I will not bet in this market.
Thought about it a bit more and I won't N/A this or change it's resolution criteria but I will resolve Both if it's some sort of major shift in tone that doesn't affect any specific candidate or affects both. Instead, I made another question about which party the market will see as being positively affected.
An October Surprise may be deemed as such due to its impact on the overall race, not it's impact on one candidate or the other. How does the market handle this? For example, a terrorist attack or major military conflict would be described by the press as an October Surprise but the impact would be complex.

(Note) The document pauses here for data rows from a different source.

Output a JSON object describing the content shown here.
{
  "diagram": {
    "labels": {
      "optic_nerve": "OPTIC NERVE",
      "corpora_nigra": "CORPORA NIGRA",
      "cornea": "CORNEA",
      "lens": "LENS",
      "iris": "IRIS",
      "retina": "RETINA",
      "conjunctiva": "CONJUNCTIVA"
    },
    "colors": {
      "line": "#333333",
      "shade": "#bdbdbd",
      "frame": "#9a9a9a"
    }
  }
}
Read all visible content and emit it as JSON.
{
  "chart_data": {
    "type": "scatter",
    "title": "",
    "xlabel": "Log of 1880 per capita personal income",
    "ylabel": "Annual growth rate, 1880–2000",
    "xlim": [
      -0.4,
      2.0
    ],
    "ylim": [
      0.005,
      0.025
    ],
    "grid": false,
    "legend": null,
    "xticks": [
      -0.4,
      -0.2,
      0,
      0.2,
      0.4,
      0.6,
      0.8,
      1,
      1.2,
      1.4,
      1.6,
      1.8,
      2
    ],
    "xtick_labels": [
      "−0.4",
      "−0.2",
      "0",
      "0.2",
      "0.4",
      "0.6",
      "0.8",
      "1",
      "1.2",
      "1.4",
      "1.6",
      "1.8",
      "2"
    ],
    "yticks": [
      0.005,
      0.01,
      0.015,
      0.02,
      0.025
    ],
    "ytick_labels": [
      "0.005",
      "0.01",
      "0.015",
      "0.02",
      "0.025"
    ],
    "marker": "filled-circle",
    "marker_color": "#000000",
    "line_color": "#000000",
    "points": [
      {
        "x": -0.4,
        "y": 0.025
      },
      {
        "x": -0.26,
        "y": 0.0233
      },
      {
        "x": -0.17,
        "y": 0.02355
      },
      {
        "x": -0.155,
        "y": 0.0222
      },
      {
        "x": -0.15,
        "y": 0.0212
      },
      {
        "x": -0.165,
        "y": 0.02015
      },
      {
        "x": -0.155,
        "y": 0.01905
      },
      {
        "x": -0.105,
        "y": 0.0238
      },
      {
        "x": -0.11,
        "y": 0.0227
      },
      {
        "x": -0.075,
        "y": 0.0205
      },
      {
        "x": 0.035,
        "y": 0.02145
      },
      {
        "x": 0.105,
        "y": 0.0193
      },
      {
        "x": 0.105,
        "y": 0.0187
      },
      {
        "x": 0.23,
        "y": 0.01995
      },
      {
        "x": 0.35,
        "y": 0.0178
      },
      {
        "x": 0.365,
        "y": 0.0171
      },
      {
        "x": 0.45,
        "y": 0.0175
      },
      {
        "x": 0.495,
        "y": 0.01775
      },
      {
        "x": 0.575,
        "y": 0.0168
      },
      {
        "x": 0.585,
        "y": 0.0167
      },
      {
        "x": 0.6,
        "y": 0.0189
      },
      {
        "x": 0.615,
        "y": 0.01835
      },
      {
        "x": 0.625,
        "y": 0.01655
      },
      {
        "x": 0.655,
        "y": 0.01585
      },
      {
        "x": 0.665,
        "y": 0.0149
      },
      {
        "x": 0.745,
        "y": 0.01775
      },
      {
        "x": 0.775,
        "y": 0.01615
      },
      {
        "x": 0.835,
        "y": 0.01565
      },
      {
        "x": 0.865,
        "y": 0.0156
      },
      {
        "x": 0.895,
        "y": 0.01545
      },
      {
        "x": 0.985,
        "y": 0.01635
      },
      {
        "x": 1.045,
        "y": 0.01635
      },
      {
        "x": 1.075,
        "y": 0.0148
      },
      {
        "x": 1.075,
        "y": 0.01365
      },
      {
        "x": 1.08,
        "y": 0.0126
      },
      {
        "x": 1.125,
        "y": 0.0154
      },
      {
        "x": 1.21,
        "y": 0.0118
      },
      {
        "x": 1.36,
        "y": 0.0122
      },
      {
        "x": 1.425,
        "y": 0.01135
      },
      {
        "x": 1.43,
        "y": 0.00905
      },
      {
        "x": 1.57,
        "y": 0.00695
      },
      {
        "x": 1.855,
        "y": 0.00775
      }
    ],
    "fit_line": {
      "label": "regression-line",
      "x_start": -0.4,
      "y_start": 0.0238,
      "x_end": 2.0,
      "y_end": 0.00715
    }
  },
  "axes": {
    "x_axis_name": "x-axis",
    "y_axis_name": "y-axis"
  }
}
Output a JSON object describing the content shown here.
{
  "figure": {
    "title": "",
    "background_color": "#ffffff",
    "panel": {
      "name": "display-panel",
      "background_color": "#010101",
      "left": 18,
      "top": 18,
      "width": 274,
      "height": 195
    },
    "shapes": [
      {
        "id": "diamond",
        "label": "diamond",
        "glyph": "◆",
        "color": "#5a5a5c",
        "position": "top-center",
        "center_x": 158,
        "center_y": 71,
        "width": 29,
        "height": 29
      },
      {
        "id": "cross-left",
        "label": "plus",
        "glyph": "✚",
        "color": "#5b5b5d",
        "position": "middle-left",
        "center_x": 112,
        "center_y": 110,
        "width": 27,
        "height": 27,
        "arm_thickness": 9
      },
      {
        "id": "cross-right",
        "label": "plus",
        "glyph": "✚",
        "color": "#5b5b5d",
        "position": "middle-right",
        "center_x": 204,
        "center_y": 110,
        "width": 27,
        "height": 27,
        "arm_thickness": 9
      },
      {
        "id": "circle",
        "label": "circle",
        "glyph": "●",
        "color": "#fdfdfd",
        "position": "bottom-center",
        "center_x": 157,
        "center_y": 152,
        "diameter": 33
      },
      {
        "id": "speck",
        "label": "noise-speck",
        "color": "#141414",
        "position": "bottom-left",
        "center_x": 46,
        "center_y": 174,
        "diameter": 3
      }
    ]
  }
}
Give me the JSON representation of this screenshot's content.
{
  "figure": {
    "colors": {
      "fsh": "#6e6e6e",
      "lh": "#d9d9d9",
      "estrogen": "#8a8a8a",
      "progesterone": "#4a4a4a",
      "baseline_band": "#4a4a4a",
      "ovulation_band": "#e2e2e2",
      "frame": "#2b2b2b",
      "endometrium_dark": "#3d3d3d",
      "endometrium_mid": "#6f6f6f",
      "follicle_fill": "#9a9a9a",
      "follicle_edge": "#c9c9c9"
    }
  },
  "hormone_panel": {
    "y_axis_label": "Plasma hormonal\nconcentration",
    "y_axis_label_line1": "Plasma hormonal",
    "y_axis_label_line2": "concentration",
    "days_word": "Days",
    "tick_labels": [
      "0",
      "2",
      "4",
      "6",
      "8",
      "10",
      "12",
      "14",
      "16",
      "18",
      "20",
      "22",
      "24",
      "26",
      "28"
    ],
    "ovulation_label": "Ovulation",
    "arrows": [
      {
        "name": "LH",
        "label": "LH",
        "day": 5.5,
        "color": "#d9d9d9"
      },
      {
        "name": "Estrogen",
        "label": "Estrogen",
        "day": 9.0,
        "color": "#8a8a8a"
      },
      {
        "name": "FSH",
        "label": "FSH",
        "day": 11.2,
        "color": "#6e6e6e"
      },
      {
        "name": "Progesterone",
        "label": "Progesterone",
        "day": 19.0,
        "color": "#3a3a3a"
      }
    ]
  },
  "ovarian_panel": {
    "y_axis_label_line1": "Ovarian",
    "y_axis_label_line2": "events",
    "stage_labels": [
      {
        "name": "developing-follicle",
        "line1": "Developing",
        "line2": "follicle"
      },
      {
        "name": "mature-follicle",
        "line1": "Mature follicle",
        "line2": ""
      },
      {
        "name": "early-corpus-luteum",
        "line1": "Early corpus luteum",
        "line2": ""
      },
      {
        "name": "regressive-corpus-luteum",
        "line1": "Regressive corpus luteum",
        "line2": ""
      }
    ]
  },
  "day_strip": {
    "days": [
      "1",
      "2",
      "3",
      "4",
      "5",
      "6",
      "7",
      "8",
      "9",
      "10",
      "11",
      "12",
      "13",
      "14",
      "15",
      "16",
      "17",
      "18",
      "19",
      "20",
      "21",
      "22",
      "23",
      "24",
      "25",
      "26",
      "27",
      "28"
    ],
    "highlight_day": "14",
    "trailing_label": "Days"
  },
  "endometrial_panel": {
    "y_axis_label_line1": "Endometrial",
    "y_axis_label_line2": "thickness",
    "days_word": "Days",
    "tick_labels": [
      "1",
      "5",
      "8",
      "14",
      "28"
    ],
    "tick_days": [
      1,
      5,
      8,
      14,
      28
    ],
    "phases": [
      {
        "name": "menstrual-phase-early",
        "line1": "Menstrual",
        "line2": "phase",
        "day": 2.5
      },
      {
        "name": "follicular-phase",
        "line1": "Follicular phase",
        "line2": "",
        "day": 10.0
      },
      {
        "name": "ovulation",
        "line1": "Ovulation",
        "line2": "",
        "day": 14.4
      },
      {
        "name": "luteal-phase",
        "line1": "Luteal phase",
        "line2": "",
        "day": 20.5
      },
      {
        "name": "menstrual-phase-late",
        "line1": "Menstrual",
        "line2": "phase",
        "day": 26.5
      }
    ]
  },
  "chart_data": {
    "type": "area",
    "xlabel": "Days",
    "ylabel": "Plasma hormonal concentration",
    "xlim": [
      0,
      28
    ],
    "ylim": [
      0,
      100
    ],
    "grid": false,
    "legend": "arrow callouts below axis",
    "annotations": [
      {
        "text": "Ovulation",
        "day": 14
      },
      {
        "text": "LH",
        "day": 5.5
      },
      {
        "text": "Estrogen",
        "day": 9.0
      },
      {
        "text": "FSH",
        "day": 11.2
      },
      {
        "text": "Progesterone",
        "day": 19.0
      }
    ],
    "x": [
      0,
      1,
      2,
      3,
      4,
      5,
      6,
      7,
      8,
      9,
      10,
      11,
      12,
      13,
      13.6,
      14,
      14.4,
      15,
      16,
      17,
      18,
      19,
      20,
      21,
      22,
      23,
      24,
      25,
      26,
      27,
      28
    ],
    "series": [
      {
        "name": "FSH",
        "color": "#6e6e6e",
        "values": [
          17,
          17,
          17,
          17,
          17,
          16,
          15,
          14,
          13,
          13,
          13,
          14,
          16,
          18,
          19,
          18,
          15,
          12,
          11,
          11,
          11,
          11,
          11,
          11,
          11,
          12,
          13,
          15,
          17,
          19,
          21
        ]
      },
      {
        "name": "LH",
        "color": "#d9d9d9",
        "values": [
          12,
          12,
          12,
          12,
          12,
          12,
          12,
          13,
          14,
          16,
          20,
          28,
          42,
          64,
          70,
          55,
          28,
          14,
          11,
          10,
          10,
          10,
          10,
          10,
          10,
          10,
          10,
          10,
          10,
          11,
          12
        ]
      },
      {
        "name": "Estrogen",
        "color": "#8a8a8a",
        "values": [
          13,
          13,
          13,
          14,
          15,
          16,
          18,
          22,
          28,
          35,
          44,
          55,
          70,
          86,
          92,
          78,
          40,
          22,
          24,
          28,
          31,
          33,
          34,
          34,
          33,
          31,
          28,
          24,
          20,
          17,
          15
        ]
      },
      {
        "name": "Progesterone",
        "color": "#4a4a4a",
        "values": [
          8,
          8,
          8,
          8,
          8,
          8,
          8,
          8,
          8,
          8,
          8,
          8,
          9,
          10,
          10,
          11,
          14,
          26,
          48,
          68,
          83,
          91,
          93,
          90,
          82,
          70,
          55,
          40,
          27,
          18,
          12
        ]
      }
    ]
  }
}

I suppose some external non-scandal that affects the messaging in the race (e.g., surprise invasion, devastating natural disaster, terrorist attack) would have to resolve to "both," as both candidates have to change their messaging even if one candidate is specifically helped or hurt by it. It might be better if I rewrite that option, though I'm not sure what the best wording for it would be, maybe something like "both (or surprise is not a single-party scandal)"?

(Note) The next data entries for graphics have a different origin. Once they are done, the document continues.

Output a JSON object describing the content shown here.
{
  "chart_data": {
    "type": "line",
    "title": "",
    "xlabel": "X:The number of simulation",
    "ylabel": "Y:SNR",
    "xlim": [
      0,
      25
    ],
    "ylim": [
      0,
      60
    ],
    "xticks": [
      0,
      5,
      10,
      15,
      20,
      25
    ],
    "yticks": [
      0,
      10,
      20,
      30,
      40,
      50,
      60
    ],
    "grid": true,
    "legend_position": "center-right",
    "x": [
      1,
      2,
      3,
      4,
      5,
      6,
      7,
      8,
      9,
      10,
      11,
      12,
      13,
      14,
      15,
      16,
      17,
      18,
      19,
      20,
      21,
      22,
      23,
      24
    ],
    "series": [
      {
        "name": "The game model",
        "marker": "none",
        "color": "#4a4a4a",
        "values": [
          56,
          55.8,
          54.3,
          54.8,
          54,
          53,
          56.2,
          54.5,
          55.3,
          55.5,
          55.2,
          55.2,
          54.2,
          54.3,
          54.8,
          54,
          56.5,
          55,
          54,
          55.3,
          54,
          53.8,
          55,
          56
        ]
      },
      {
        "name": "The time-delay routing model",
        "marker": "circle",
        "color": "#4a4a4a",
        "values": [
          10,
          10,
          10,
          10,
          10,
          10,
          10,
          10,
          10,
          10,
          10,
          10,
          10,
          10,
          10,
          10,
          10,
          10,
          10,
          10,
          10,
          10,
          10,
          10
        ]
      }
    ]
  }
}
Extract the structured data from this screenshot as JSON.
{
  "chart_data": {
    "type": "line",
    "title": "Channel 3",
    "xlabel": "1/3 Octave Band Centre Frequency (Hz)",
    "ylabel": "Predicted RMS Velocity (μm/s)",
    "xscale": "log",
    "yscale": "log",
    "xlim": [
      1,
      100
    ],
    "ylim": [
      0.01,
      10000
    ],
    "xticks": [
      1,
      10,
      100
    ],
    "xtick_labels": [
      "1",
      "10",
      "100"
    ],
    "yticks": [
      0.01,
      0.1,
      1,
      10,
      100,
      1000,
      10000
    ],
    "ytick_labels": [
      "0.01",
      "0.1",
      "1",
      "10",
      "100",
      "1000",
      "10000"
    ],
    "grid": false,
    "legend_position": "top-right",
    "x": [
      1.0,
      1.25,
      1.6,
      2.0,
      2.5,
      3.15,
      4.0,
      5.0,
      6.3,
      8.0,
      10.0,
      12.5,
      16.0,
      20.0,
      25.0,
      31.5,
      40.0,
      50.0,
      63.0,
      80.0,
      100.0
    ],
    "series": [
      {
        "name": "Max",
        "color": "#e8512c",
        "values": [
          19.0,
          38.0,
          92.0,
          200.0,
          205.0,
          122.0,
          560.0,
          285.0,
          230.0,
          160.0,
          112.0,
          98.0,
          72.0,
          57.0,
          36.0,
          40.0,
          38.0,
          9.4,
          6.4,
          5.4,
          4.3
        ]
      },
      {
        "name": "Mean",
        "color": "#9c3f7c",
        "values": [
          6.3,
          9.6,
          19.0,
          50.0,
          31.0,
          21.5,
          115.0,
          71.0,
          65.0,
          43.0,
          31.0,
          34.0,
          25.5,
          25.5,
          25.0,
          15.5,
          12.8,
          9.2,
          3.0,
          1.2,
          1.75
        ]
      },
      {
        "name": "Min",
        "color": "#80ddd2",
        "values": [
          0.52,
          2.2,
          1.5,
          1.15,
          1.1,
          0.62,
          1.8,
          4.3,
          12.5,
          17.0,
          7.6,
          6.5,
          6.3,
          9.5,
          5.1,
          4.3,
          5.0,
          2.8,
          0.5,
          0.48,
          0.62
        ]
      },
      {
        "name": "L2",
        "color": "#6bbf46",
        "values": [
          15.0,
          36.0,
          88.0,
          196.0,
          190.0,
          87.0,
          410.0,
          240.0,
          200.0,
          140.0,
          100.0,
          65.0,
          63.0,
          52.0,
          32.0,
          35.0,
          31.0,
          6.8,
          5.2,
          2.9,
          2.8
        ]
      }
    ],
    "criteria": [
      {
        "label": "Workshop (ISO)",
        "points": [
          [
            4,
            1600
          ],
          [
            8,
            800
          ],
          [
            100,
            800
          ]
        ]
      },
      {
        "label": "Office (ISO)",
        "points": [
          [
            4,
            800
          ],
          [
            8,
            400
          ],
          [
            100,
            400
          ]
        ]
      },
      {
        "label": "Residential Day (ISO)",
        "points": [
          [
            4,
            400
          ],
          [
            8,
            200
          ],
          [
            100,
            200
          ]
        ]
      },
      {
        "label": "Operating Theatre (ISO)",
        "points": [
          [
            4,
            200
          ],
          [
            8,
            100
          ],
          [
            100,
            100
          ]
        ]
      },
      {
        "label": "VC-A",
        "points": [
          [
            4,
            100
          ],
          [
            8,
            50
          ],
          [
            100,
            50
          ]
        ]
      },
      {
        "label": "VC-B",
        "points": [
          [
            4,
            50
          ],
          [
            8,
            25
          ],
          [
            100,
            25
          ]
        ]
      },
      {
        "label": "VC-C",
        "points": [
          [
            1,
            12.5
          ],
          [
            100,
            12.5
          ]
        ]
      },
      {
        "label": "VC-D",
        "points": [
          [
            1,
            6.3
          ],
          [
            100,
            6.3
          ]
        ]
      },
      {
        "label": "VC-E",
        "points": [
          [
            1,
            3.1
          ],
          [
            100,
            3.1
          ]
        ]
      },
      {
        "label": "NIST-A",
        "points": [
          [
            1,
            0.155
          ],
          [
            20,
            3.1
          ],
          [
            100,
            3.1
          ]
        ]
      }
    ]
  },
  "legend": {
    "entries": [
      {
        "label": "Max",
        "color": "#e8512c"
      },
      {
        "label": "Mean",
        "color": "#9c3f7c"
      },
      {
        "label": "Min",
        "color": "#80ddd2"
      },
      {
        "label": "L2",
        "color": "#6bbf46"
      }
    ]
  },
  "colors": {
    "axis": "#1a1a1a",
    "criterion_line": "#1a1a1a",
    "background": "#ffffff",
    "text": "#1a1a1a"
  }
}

Hmm. I'm starting to see an issue going back and looking at past october surprises... These look like they'd be hard to resolve. 2020, even - Trump was undoubtedly affected by catching COVID and nearly dying, but there was also the hunter laptop stuff that would make it pretty likely a "both". 2016 would be really easily a "both" since you had the Podesta leaks and the Access Hollywood tape on the same day. 2012 is hard to resolve since the surprise was both Hurricane Sandy but also decisive government action and government failures before and after Sandy, and under this it'd probably have to resolve "both" despite much more obviously affecting the sitting president. 2008 was probably Obama with the scandal with his half-aunt. 2004 and we get into difficult territory again - the Bin Laden tape (and missing explosives, and reduced price of oil) all obviously impacted Bush, but I can't tell if I'd have to resolve it as "Both" for some other reason. 2000 is easily resolved - reporters found out Bush had a DUI in Maine, so it'd be obviously Bush.
It's looking like there's a not-insignificant chance that this question is going to end up difficult to resolve.